How did so many Nazi criminals escape?
The German infrastructure of railroads, highways, air routes and canals was in total shambles by early 1945, making even legitimate travel problematic. Allied troops occupied major travel hubs, and security by frontline troops and military police scrutinized the documents of any Germans attempting to travel, either those fleeing from the war or those few still attempting to go about their legitimate business. Europe was clamped down as tight as a drum, yet hundreds of Nazi officials, escaping war criminals, SS Officers, and more managed to escape the continent of Europe and find sanctuary in South America.

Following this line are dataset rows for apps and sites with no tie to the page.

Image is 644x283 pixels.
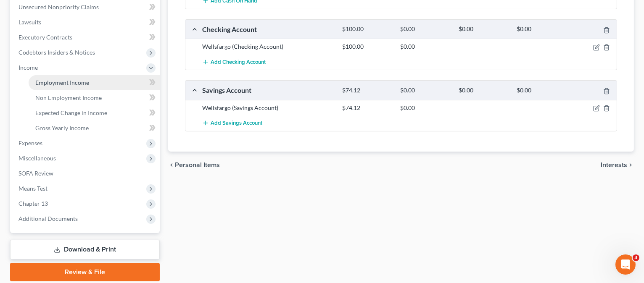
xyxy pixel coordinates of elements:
[35,79,89,86] span: Employment Income
[19,64,38,71] span: Income
[338,25,397,33] div: $100.00
[396,86,454,95] div: $0.00
[396,42,454,51] div: $0.00
[512,86,571,95] div: $0.00
[19,155,56,162] span: Miscellaneous
[19,215,78,222] span: Additional Documents
[35,109,107,116] span: Expected Change in Income
[338,104,397,112] div: $74.12
[616,255,635,274] iframe: Intercom live chat
[35,94,102,101] span: Non Employment Income
[454,25,513,33] div: $0.00
[512,25,571,33] div: $0.00
[10,240,160,260] a: Download & Print
[396,25,454,33] div: $0.00
[338,42,397,51] div: $100.00
[175,162,220,168] span: Personal Items
[19,49,95,56] span: Codebtors Insiders & Notices
[19,170,54,177] span: SOFA Review
[198,104,338,112] div: Wellsfargo (Savings Account)
[35,124,89,131] span: Gross Yearly Income
[12,30,160,45] a: Executory Contracts
[168,162,175,168] i: chevron_left
[210,59,266,66] span: Add Checking Account
[198,86,338,95] div: Savings Account
[12,15,160,30] a: Lawsuits
[19,200,48,207] span: Chapter 13
[29,75,160,90] a: Employment Income
[19,185,48,192] span: Means Test
[19,4,99,11] span: Unsecured Nonpriority Claims
[627,162,634,168] i: chevron_right
[601,162,627,168] span: Interests
[210,120,263,126] span: Add Savings Account
[29,106,160,121] a: Expected Change in Income
[202,54,266,70] button: Add Checking Account
[454,86,513,95] div: $0.00
[19,33,72,41] span: Executory Contracts
[338,86,397,95] div: $74.12
[168,162,220,168] button: chevron_left Personal Items
[29,121,160,135] a: Gross Yearly Income
[601,162,634,168] button: Interests chevron_right
[19,139,42,147] span: Expenses
[12,166,160,181] a: SOFA Review
[198,42,338,51] div: Wellsfargo (Checking Account)
[29,90,160,106] a: Non Employment Income
[396,104,454,112] div: $0.00
[19,19,41,26] span: Lawsuits
[198,25,338,33] div: Checking Account
[202,116,263,131] button: Add Savings Account
[633,255,639,261] span: 3
[10,263,160,281] a: Review & File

Ratlines were established and operational even before the war came to an end, providing a pipeline for escaping Nazis to Argentina, where they were welcomed by Juan Peron, and to other safe-havens. Two main routes were established, through Franco’s Spain and through Italy via Rome and Genoa. Initially independent of each other, they eventually came to work together. Both received the support of the Catholic Church at the destination points and along the routes.
Within a year of the war’s end in Europe, Spain was littered with thousands of former Nazis, including several hundred being sought by authorities for war crimes, and efforts by the US State Department to obtain the support of the Vatican turning them over to the United States were futile. From Spain, these refugees traveled to South America with the covert assistance of the Catholic bureaucracy in Spain, Portugal, and Argentina, including Argentine Cardinal Antonio Caggiano.
In Italy, the Vatican Secretariat of State established a liaison in the winter of 1944 to support the German interns in Italy, in the form of Bishop Alois Hudal, the rector of a seminary for Austrian and German priests in Rome. Through this liaison office, numerous Nazi war criminals received the credentials necessary to legally travel to South American countries, where they were welcomed as Catholic immigrants. Some of the war criminals who escaped via this route were Franz Stengl, the former commanding officer of the Treblinka death camp, Gustav Wagner, commandant of Sobibor, and the infamous Adolf Eichmann.
By 1947 and through at least 1950 the United States Army, through its own and other intelligence services, was actively working with these and other ratlines for the purpose of evaluating suspected Nazi war criminals rather than handing them over to the Russians for trial. Faced with the potential embarrassment of holding prisoners wanted by the Russians, the US Army allowed them to evacuate Europe via the ratlines, often with overt assistance.